Title
Temperature and Load Ratio Effects on Crack-Growth Behavior of Austenitic Superalloys
Document Type
Conference Proceeding
Publication Date
11-2-2009
Publication Title
Journal of Engineering Materials and Technology
Publisher
American Society of Mechanical Engineers
First page number:
0110011
Last page number:
0110017
Abstract
The role of temperature and load ratio (R) on the crack propagation rate (da/dN) of Alloys 276 and 617 under cyclic loading was investigated. The results indicate that the rate of cracking was gradually enhanced with increasing temperature when the R value was kept constant. However, the temperature effect was more pronounced at 100–150°C. Both alloys exhibited maximum da/dN values at a load range of 4.5 kN that corresponds to an R value of 0.1. The number of cycles to failure for Alloy 276 was relatively higher compared with that of Alloy 617, indicating its slower crack-growth rate. Fractographic evaluation of the broken specimen surface revealed combined fatigue and ductile failures.
Keywords
Alloys; Austenitic steel – Cracking; Austenitic steel – Fatigue; Austenitic steel – Fracture; Crack propagation; Fracture (Materials); Strains and stresses; Stress corrosion; Super alloys; Temperature; Testing
Disciplines
Materials Science and Engineering | Mechanics of Materials | Metallurgy
Language
English
Permissions
Use Find in Your Library, contact the author, or interlibrary loan to garner a copy of the item. Publisher policy does not allow archiving the final published version. If a post-print (author's peer-reviewed manuscript) is allowed and available, or publisher policy changes, the item will be deposited.
Repository Citation
Roy, A. K.,
Pal, J.,
Hasan, M. H.
(2009).
Temperature and Load Ratio Effects on Crack-Growth Behavior of Austenitic Superalloys.
Journal of Engineering Materials and Technology
0110011-0110017.
American Society of Mechanical Engineers.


- EXERCISE
From the data below, copy out every line in which the word "individuellen" occurs.

======== DATA FOR ANALYSIS

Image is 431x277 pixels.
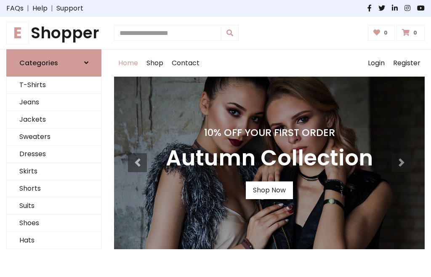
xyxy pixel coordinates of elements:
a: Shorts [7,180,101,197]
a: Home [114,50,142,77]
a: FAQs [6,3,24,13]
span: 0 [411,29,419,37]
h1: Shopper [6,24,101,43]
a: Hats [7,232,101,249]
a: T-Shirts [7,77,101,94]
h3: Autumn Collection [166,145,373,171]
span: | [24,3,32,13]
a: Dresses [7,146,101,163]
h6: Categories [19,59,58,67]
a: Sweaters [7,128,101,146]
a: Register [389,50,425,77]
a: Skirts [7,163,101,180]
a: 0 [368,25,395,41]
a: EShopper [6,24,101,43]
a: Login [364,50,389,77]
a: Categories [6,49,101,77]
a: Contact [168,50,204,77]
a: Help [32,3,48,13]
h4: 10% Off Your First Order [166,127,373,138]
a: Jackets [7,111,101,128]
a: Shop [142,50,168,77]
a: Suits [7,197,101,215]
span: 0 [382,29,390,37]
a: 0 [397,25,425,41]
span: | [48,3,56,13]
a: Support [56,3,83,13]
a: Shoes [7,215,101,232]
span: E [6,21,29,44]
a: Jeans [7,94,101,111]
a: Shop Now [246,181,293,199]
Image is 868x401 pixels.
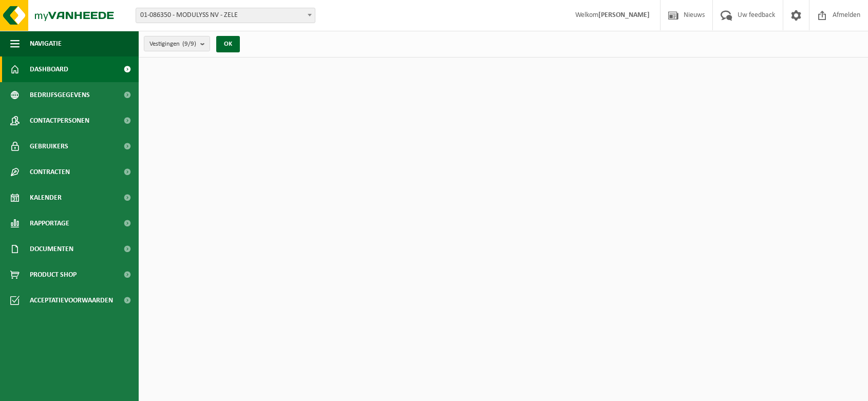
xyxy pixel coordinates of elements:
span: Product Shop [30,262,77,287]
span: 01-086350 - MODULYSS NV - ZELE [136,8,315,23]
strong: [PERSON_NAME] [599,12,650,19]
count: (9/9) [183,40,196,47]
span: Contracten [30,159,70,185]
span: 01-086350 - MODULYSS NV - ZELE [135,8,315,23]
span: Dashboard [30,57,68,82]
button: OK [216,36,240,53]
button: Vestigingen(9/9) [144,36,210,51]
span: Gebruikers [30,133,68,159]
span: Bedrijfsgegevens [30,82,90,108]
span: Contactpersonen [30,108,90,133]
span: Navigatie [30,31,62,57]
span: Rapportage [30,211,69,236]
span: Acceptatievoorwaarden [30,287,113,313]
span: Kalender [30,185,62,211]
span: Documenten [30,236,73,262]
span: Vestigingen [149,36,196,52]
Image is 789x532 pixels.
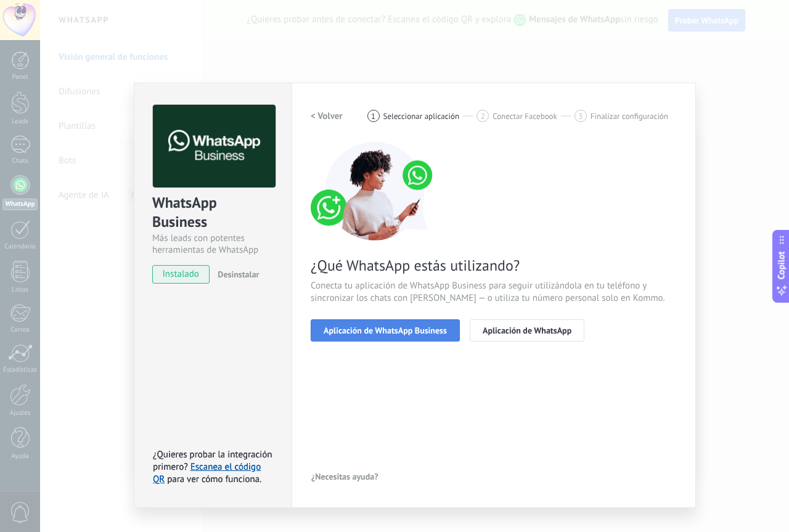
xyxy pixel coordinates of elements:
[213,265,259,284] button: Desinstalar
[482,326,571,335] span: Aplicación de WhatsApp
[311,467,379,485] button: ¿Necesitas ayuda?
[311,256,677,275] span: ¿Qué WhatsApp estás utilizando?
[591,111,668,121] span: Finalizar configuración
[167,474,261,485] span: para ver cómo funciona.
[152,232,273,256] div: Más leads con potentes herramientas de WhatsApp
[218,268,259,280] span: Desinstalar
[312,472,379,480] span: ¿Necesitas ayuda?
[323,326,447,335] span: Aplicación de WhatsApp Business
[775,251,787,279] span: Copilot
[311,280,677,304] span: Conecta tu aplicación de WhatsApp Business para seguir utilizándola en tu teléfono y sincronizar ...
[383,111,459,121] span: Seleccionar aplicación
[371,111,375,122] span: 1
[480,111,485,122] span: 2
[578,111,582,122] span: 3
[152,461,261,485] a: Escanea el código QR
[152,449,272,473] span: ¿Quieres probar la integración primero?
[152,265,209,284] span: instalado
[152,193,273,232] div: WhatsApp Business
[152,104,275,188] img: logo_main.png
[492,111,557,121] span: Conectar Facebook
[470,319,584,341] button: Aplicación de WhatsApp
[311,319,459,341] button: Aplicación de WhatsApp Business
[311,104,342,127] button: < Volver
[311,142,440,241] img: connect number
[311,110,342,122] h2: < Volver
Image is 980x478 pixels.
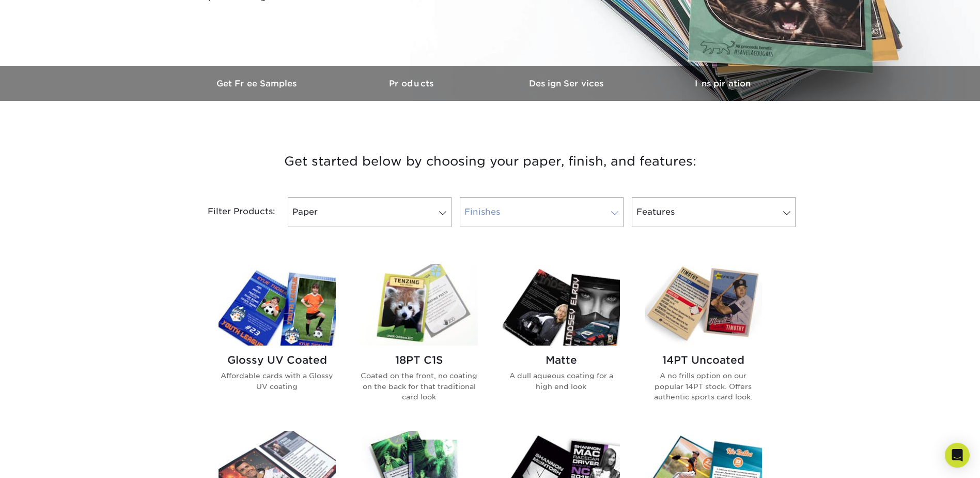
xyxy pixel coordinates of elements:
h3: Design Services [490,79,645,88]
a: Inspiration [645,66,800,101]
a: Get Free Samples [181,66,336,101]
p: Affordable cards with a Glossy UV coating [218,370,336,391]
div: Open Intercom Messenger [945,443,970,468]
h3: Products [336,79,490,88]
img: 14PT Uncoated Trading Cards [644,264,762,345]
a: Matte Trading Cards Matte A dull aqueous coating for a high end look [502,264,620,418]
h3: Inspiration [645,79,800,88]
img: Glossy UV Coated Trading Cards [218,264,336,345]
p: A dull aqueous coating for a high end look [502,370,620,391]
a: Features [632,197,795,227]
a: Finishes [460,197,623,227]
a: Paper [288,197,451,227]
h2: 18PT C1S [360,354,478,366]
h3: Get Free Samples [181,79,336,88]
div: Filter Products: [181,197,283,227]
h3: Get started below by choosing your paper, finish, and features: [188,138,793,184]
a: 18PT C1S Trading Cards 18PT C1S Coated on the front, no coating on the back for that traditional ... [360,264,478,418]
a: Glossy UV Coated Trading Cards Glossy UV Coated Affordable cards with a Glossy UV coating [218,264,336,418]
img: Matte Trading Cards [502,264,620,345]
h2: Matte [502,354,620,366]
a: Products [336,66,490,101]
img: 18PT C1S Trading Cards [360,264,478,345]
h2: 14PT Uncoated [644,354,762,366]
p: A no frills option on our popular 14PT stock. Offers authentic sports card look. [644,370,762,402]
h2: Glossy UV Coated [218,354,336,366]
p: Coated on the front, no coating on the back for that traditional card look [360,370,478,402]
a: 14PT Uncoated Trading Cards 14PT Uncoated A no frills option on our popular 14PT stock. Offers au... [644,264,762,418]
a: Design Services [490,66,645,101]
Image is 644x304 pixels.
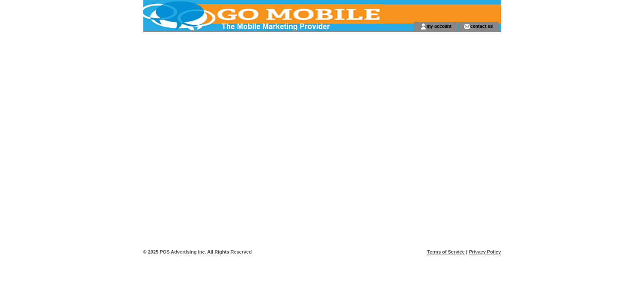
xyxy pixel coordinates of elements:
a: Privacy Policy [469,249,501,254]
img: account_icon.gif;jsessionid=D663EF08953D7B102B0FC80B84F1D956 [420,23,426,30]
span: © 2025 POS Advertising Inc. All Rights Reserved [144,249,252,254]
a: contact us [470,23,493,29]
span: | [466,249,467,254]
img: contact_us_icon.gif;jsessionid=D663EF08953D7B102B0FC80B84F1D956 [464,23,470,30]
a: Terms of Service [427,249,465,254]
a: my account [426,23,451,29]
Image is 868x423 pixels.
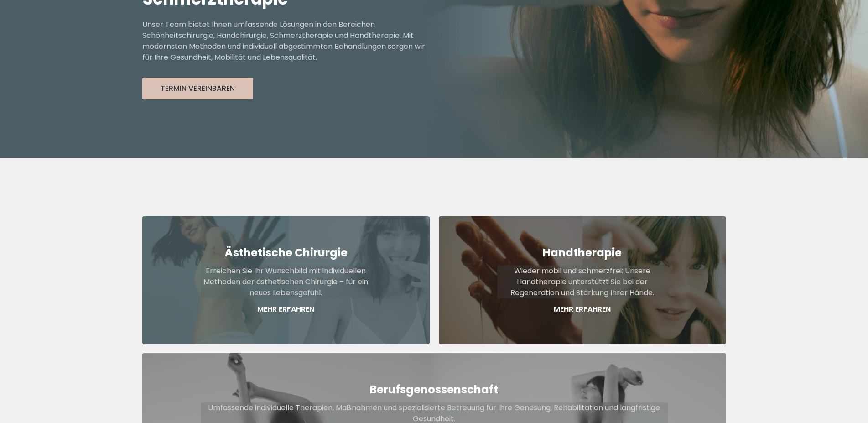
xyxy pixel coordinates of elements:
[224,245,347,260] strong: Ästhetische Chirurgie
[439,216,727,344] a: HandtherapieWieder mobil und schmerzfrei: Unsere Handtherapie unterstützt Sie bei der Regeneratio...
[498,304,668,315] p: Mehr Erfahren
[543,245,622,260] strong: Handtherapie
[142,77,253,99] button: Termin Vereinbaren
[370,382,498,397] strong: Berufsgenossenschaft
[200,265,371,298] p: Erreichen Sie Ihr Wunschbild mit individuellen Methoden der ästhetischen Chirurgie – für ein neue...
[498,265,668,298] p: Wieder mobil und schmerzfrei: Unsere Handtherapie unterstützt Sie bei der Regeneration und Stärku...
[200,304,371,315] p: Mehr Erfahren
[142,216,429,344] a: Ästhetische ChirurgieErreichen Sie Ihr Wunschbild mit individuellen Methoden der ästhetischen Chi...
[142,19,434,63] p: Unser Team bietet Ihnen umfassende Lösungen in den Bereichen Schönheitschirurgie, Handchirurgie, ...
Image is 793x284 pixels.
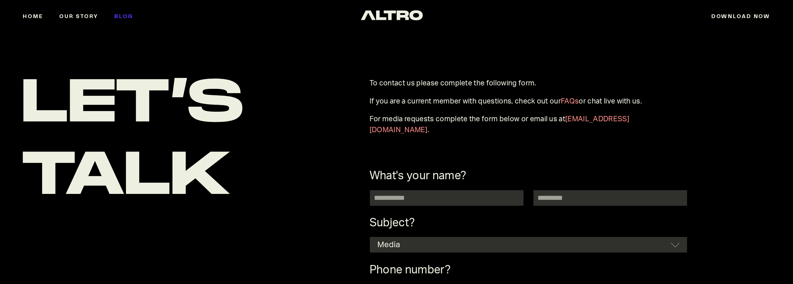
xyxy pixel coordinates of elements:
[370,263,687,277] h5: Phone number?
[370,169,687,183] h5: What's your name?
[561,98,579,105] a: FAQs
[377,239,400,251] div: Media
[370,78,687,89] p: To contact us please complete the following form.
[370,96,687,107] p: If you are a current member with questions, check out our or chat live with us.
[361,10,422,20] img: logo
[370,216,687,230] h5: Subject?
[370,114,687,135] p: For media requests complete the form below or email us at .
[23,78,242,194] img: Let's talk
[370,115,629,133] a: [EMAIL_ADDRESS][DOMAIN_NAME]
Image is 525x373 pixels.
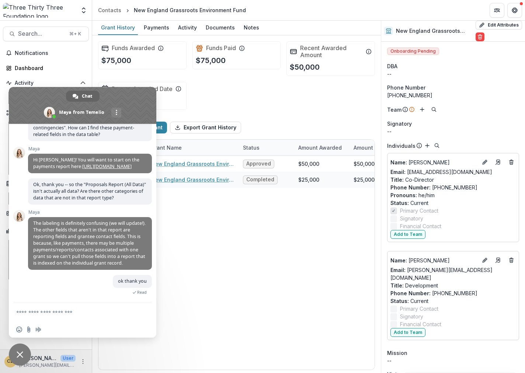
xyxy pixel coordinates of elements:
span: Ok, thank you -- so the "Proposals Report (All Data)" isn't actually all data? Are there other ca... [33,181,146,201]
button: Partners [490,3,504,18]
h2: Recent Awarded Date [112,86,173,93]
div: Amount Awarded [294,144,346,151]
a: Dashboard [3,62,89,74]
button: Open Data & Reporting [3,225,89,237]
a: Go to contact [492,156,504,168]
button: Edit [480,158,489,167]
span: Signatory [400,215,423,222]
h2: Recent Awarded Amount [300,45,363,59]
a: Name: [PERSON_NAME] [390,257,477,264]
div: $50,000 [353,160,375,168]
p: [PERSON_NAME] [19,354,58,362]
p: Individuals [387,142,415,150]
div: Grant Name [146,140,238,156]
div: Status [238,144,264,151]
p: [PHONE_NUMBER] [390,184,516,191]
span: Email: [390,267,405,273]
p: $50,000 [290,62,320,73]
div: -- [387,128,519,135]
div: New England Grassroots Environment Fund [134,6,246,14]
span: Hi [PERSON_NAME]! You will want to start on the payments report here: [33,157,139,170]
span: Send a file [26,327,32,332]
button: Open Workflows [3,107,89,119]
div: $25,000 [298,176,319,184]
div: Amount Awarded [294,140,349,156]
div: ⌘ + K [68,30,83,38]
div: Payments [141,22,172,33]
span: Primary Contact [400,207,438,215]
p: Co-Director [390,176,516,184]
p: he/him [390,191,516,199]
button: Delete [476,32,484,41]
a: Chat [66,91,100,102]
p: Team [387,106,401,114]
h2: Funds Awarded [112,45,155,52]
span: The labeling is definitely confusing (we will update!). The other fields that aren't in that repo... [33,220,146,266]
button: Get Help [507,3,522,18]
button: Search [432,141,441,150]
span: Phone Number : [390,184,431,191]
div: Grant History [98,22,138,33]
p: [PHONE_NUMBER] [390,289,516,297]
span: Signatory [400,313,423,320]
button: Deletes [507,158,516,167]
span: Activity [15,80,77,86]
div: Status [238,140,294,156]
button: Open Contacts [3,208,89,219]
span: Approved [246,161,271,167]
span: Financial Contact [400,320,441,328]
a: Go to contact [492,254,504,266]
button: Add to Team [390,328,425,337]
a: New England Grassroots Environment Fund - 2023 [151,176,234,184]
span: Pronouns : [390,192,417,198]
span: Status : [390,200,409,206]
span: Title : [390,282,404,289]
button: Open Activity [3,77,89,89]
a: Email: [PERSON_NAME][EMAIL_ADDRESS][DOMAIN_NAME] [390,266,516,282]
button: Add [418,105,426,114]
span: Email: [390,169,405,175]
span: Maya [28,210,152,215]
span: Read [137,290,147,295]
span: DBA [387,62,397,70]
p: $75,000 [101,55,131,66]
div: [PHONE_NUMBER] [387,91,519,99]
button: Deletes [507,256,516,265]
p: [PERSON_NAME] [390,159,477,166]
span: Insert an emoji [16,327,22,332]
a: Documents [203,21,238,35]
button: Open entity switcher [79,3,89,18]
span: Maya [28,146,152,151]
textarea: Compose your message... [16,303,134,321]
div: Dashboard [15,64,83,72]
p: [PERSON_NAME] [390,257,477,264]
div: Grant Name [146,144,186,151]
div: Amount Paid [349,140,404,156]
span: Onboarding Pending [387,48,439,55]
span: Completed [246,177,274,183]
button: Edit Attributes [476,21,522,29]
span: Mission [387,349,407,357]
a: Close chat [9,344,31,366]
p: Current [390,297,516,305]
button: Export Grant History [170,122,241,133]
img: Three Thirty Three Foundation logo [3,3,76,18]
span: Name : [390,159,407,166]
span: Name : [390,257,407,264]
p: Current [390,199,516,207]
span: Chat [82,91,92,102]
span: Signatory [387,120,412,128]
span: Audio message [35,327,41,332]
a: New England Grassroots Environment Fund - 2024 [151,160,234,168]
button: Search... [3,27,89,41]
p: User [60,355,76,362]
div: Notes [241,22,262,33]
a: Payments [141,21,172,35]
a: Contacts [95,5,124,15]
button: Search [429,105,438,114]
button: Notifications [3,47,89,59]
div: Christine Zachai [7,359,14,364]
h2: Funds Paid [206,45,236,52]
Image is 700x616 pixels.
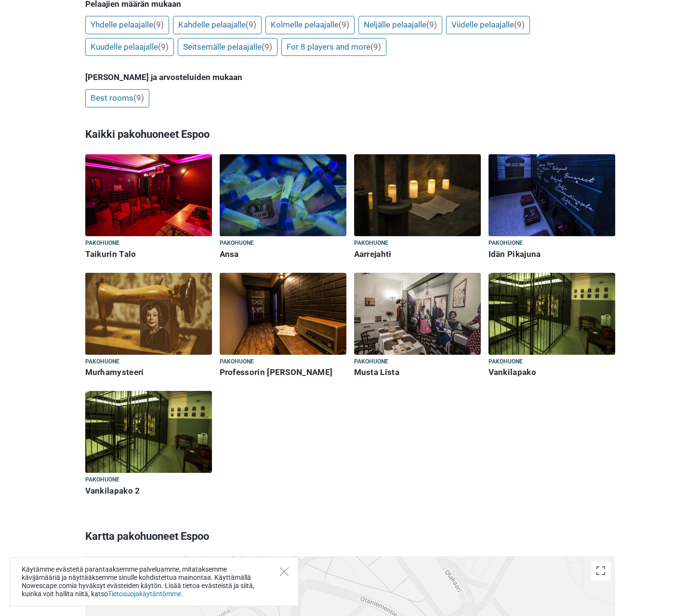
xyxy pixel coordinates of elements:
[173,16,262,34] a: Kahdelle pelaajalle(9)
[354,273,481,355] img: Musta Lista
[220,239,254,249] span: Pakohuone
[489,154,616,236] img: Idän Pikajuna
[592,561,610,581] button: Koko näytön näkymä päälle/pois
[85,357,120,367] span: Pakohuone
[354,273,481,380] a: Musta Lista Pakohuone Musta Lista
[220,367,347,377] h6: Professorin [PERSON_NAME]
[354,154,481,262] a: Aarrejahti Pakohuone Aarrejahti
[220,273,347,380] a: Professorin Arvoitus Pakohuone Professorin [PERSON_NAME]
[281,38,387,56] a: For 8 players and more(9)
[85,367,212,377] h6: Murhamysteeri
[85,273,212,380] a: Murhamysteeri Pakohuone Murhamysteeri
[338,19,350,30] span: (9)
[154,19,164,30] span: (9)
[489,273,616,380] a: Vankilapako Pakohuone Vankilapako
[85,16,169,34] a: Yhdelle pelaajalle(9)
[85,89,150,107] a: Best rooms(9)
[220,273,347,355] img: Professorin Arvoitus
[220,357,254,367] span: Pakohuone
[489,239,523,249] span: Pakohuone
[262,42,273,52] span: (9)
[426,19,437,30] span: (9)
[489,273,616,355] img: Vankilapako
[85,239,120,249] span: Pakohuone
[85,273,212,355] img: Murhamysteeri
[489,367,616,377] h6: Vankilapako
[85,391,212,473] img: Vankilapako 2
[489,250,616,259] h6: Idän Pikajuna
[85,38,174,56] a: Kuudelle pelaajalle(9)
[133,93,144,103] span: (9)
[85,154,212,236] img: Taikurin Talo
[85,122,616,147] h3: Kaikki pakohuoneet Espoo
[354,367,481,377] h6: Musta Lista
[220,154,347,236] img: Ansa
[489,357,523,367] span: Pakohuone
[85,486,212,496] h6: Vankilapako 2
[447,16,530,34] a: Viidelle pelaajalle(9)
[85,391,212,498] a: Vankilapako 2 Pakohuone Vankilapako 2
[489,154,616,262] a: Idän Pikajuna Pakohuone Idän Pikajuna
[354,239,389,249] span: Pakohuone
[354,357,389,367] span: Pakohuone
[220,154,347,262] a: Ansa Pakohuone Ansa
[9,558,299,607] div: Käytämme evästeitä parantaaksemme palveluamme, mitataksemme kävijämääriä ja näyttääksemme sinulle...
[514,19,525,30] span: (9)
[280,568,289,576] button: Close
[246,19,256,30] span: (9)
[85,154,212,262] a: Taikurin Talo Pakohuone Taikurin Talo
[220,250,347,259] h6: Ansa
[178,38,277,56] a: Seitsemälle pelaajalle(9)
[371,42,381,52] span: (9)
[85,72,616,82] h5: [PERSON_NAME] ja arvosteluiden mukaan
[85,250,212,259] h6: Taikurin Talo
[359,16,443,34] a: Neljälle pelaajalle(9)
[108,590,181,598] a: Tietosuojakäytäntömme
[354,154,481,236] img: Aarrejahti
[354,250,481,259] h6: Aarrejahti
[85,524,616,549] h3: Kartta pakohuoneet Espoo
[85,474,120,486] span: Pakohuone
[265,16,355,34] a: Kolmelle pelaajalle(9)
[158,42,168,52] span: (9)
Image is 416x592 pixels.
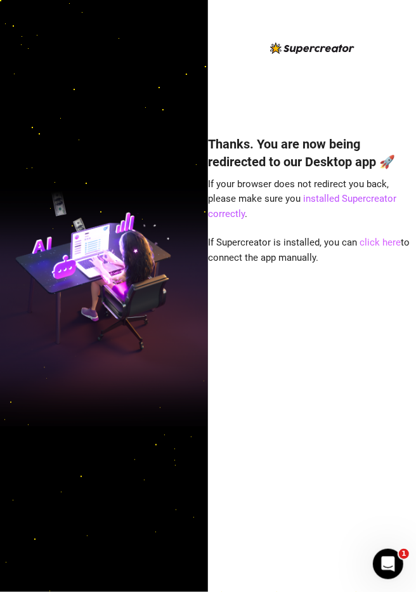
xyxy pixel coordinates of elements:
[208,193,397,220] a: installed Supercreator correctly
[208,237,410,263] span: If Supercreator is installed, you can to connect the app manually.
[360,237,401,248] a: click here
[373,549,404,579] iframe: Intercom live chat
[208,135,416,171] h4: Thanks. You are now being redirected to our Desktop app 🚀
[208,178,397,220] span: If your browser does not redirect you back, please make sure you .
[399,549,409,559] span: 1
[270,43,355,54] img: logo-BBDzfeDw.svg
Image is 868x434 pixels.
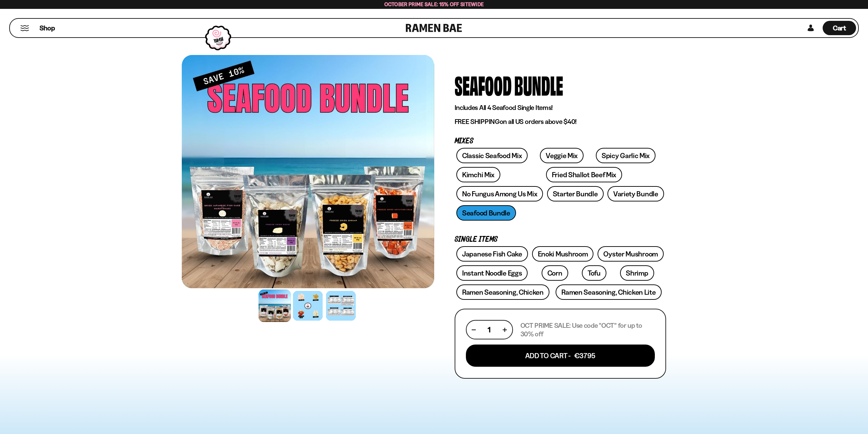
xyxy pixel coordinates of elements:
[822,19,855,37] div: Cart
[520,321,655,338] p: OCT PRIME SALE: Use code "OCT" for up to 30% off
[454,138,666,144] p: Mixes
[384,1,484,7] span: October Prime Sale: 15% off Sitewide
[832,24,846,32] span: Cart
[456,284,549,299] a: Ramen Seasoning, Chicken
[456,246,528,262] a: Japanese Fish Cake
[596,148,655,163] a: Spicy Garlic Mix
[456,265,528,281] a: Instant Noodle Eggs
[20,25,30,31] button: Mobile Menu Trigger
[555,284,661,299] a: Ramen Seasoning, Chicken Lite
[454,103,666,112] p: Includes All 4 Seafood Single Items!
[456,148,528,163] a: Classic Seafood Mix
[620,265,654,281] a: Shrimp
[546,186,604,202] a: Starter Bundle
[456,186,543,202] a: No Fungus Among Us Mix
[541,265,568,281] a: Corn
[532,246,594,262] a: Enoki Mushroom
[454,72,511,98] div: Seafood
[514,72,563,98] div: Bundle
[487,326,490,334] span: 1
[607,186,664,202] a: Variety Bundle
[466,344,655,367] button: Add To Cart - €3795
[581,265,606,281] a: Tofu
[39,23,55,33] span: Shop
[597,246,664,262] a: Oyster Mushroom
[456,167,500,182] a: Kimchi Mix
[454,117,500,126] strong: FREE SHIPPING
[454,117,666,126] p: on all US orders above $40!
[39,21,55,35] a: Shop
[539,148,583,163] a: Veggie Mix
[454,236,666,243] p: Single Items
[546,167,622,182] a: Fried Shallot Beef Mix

================

- ANSWER TO THIS EXERCISE
[200,265,371,298] p: Erreichen Sie Ihr Wunschbild mit individuellen Methoden der ästhetischen Chirurgie – für ein neue...
[142,216,429,344] a: Ästhetische ChirurgieErreichen Sie Ihr Wunschbild mit individuellen Methoden der ästhetischen Chi...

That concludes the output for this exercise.